“Luminosity” and Other Poems
Stock image, edited.
Luminosity
I dreamed you told me of a cat
who liked to pull snakes out of holes
and then do nothing with them,
just pull them out and leave them
on the dog-scratched dirt
of your backyard.
I said I thought it would feel
satisfying, like extracting a blackhead.
You laughed, which is always
what I want, not only in dreams.
We were both drinking white wine,
which is how I knew I was dreaming.
In real life we drink beer
because it’s cheap on Tuesdays.
We call it “Today’s Special” and sing
the theme song for the show
of that name, a once-forgotten
treat when we visited the house
of someone who had cable,
a rich person, to us, back then.
You’re trying to convince me
to file for bankruptcy,
but I’m still trying to keep my failures
emotional and metaphoric.
Imagine the cat is white and the snake
harmless, a garter snake, head like
a teardrop instead of a trowel,
no armature for venom. Why not
have a backyard full of them,
writhing and smelling like hot eggs?
I Google what snakes mean in dreams;
your life shot through with toxins, or
a strong force maybe creative, maybe
destructive, mass of a dying star—
enough to explode or implode us, white dwarf
or black hole, matter, light or dark, thick as fur.
Malign
on the beige, stainful
couch. I could never clean it
perfectly, so why clean it at all?
In many instances, I’ve gambled
my laziness won’t be fatal,
the neglect will be benign,
any ships I’ve wrecked will stay
submerged. Don’t let the perfect
be the enemy of the good, someone says,
but the good never had a great
army, and the perfect, well, you know.
A Few Things Worth Noting in an Afternoon
Leaves flinch one by one in the slow rain
like the keys of a thumb piano
plunk-plunk into sound—
The road dampens
as if from below, a seep creeping
in purple splotches—
Either is like thought,
detail-detail-detail-song,
or song smearing
quarter notes whole.
I just realized I confused
thought with song,
but I do.
Though a thought sung is lost
to wind, it resounds
in the head.
Like rocks waiting
for earth’s crust to erode
to reveal themselves in a long spray
of slinky orange striations,
each like a pulp-drop of juice,
across the face of a mesa,
thoughts of a mesa warm my cheek,
sun smearing into a purple
night, the apples of my cheeks like moons
singing a coda of light
to an unbearable morning—
Another Conversation with a Pinball Machine
I see your upright backglass, yes—
But! Your ball launch, loaded with silver
moons slick as wishes, springs potential
through a kinetic lane of noise, thwick
and clang of spin and bump chime through
the arcade’s artificial night, lit with
flippers’ bell-flashes, red and yellow
syncopation, all-out chaos
cabinet-trapped—
Your neighbors roar
like dinosaurs or sing like mounted
fish, or moan as if in ecstasy to be held
aloft by the Creature
from the Black Lagoon.
You sound the same, catching
quarters with those light-up sets
of boobs barely dressed
in silk slips—
any sense
of control a semblance—
I press your buttons, aim and miss,
aim and miss, and play the ball until
your luster drains down the trough.
Bloom / Storm / Lush
Organs grow behind a cage
of bone. Leg muscles twitch.
Like my dreams, they want me
to run, a fungal thrum growing
down a darkening street
of spine, line a finger traces
up the gutter of my back.
Progeny of the protected, left
to twirl the strands of life around
matter’s index finger, our cells
sloughed off as dust
until all that’s left is left
to propagate itself,
like squirrels stirring the plum
blossoms off the branches
aren’t the reason the trees bloom.
Alike, we strip our color
petal by petal until the grass
is carpeted in dead brown curls
and we’re left nubbins on the end
of a stick, pencil shavings, gray as the end
of time, as a Greek statue when the paint’s
worn off, and misunderstood alike
as an enduring standard of beauty
instead of the bland that was to be
covered, entropy mistaken as aesthetic.
Organs grew because there was already
bone, the one that curves across the sky.
Barbara Duffey is the author of three poetry collections, including Simple Machines (2016), which won the 2015 Washington Prize, and A Wasp in a Fig's Womb, forthcoming in 2027. She has received fellowships from the NEA, the Jentel Foundation, and the South Dakota Arts Council. A professor of English at Dakota Wesleyan University, she lives in Mitchell, SD.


Assignment -
Starting with the line that holds "Could you detect human arm for me?", reproduce each line through the last one of the data, exactly as written. Pictures are not copied.

Exercise data -
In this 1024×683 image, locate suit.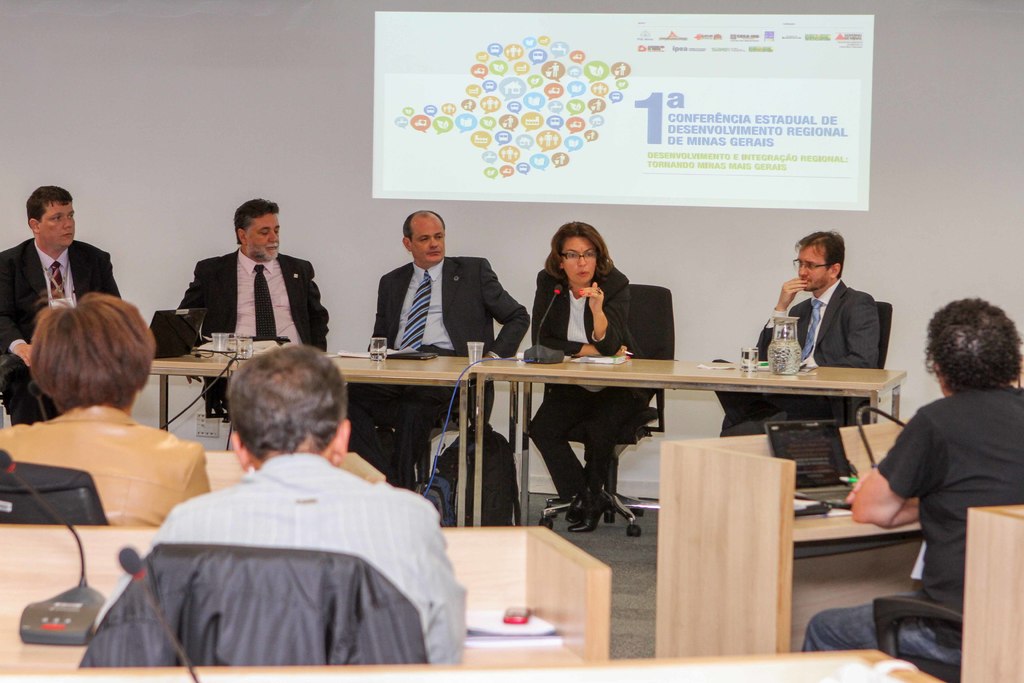
Bounding box: box=[1, 238, 118, 431].
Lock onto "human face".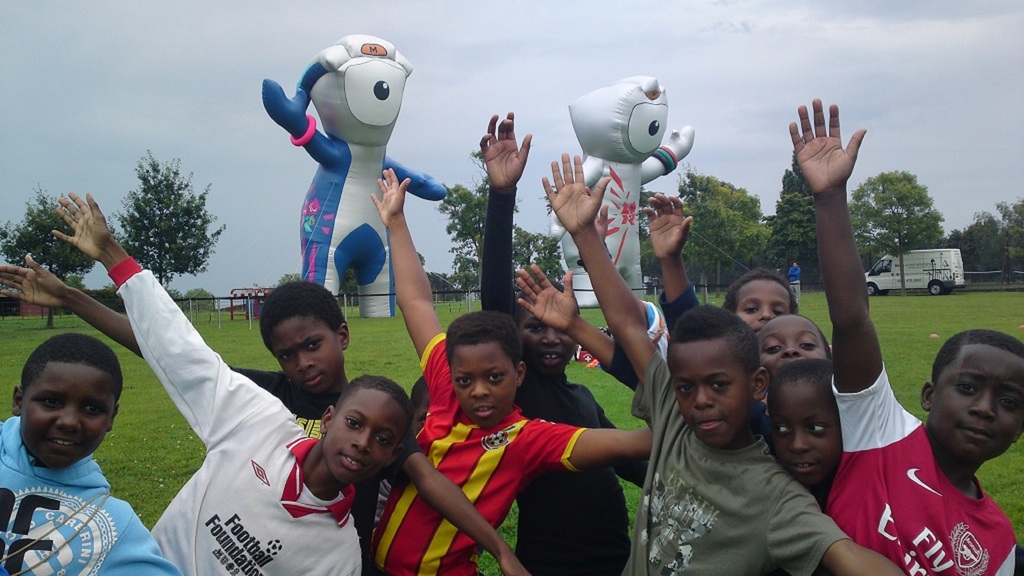
Locked: <box>451,340,516,426</box>.
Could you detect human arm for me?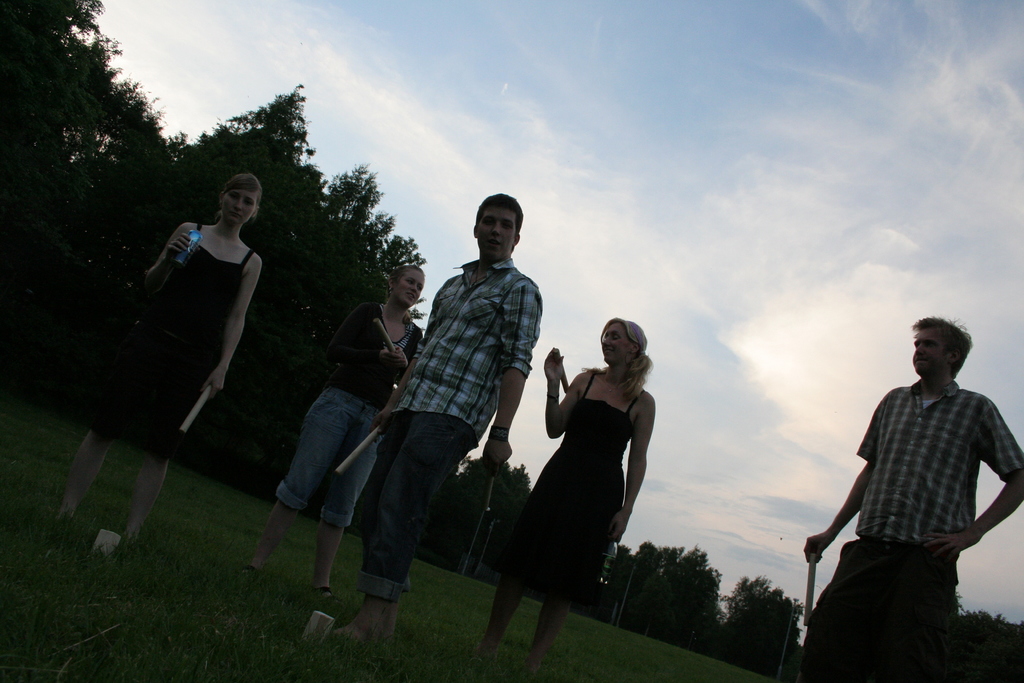
Detection result: left=548, top=353, right=586, bottom=434.
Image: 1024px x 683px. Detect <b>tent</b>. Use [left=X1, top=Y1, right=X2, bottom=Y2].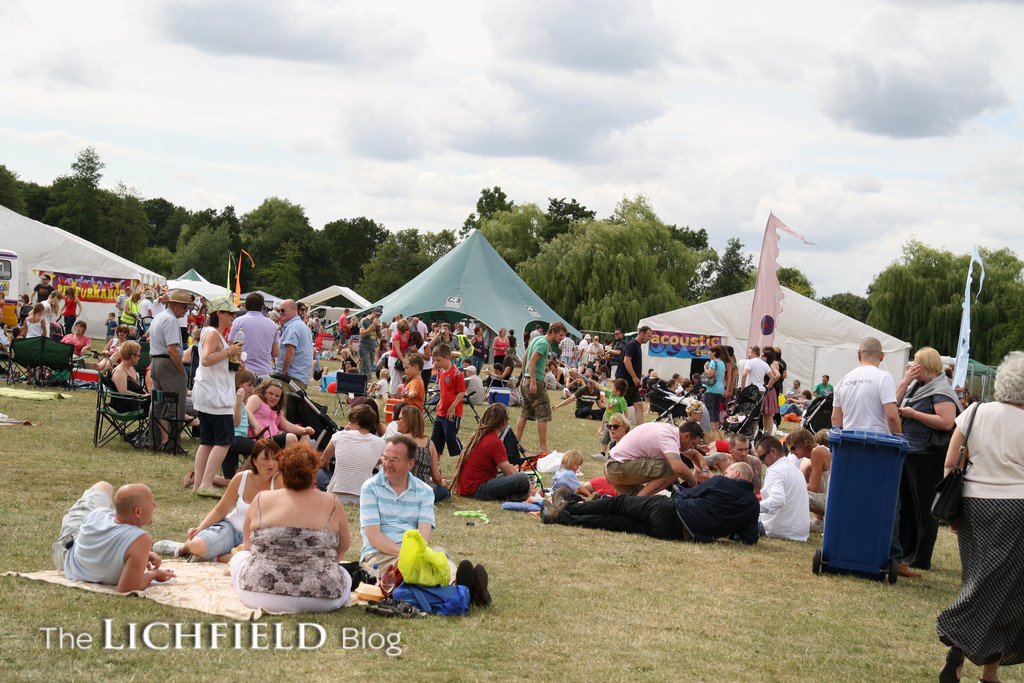
[left=280, top=286, right=373, bottom=338].
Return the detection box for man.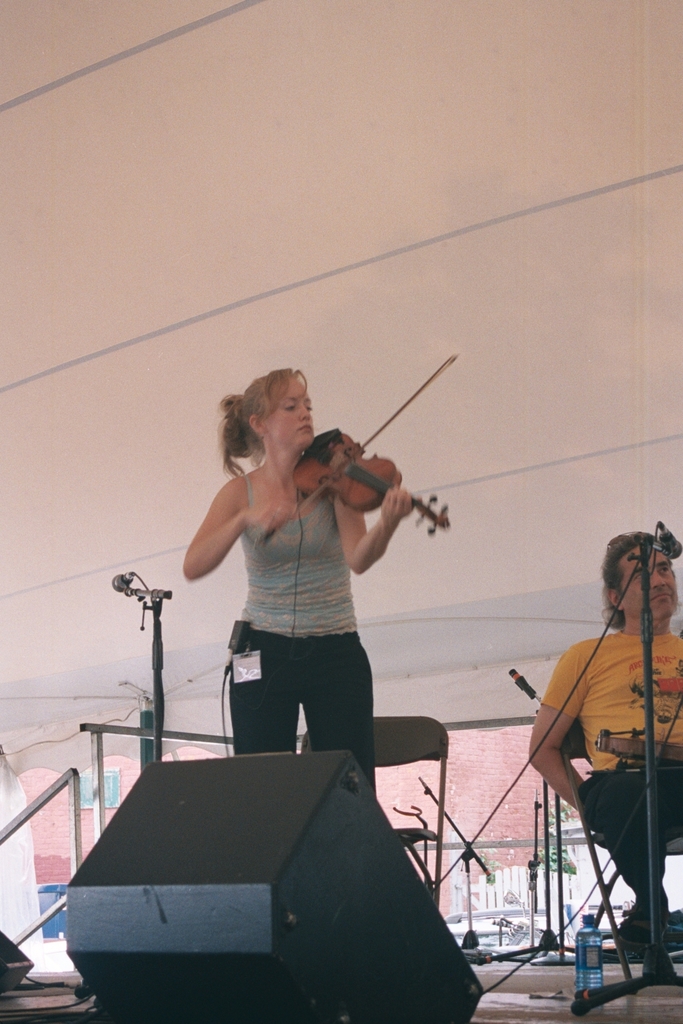
{"x1": 181, "y1": 397, "x2": 432, "y2": 790}.
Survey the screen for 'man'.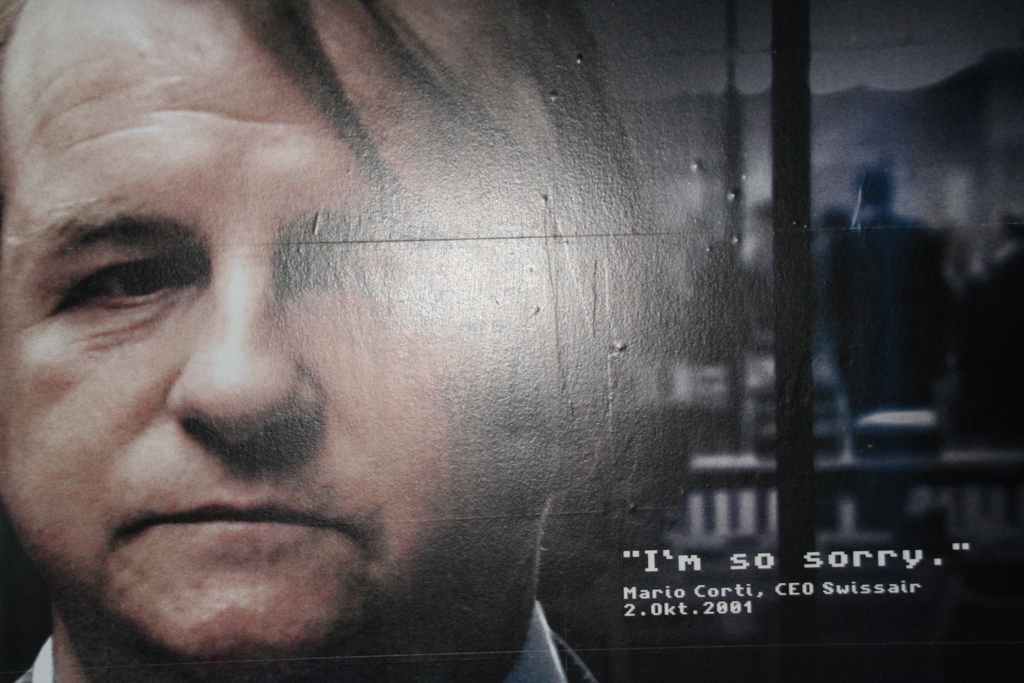
Survey found: box(0, 0, 600, 682).
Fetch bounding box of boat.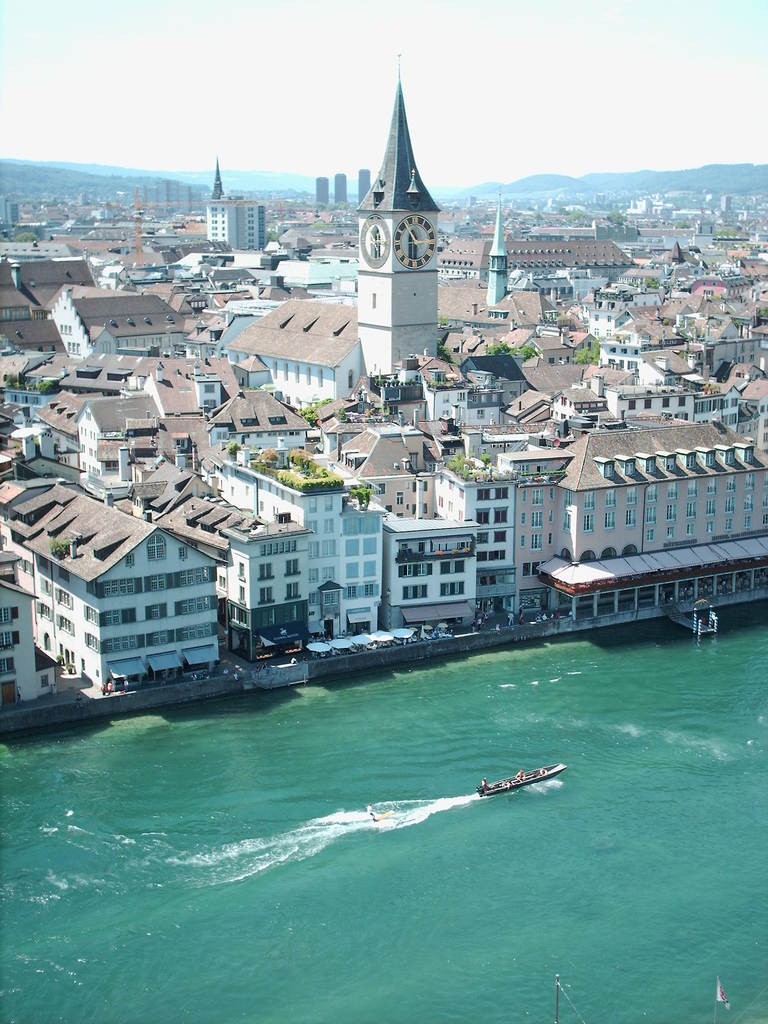
Bbox: l=474, t=760, r=566, b=797.
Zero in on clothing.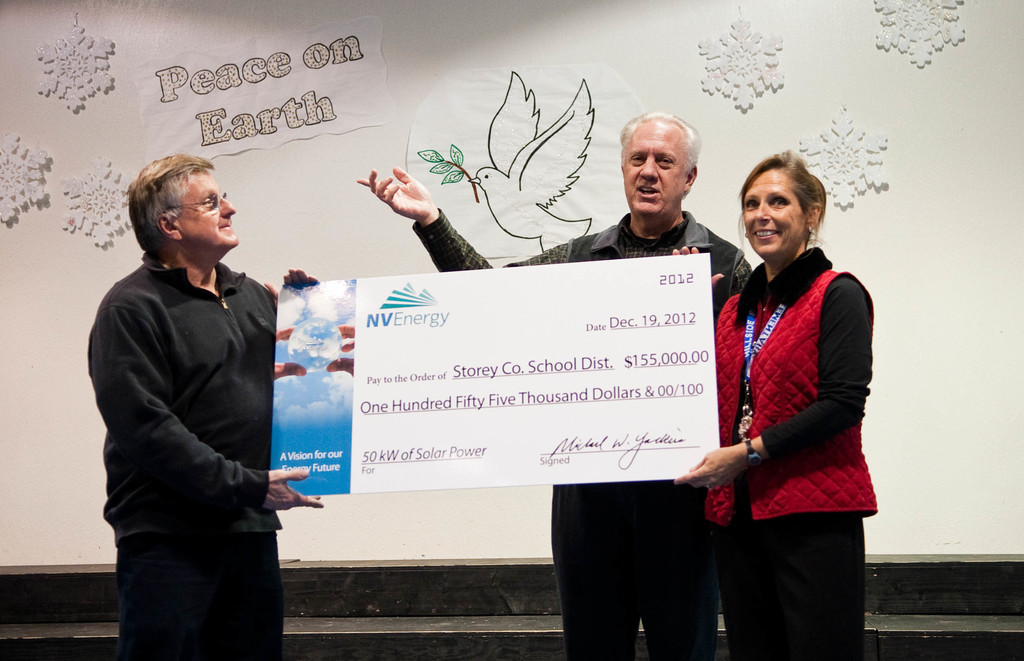
Zeroed in: x1=99, y1=246, x2=291, y2=658.
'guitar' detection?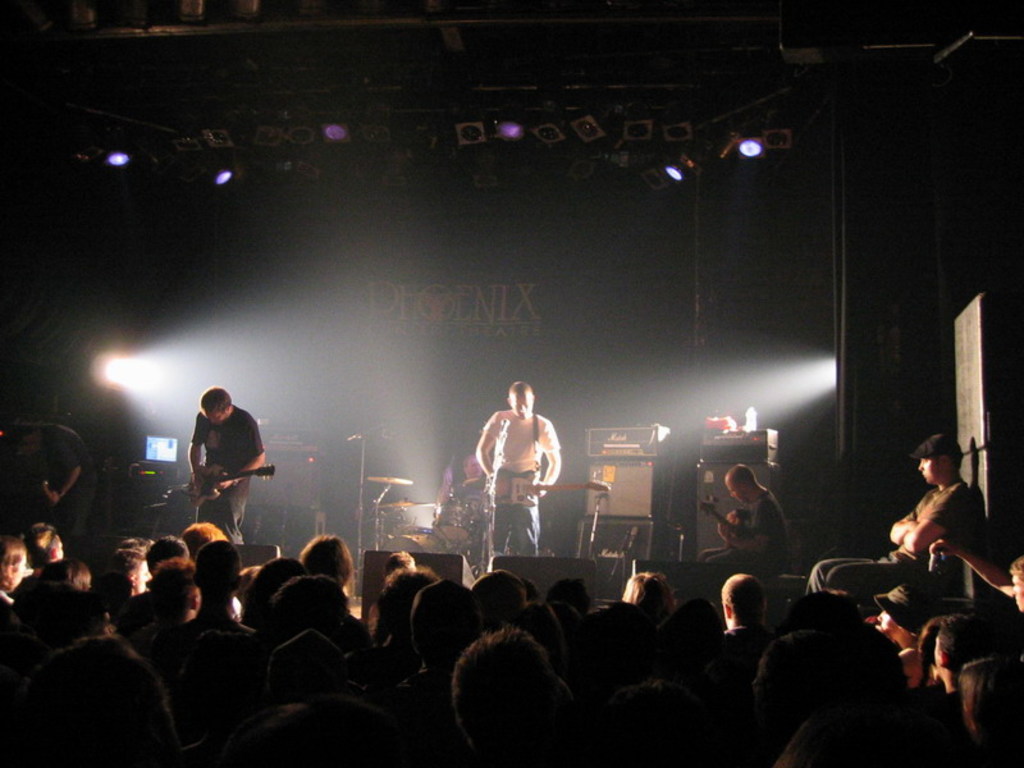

Exercise output -
Could you detect human arm for me?
Detection result: left=548, top=353, right=586, bottom=434.
Image: 1024px x 683px. Detect <b>tent</b>. Use [left=X1, top=Y1, right=X2, bottom=Y2].
[left=280, top=286, right=373, bottom=338].
Return the detection box for man.
{"x1": 181, "y1": 397, "x2": 432, "y2": 790}.
Survey the screen for 'man'.
Survey found: box(0, 0, 600, 682).
Fetch bounding box of boat.
Bbox: l=474, t=760, r=566, b=797.
Zero in on clothing.
Zeroed in: x1=99, y1=246, x2=291, y2=658.
'guitar' detection?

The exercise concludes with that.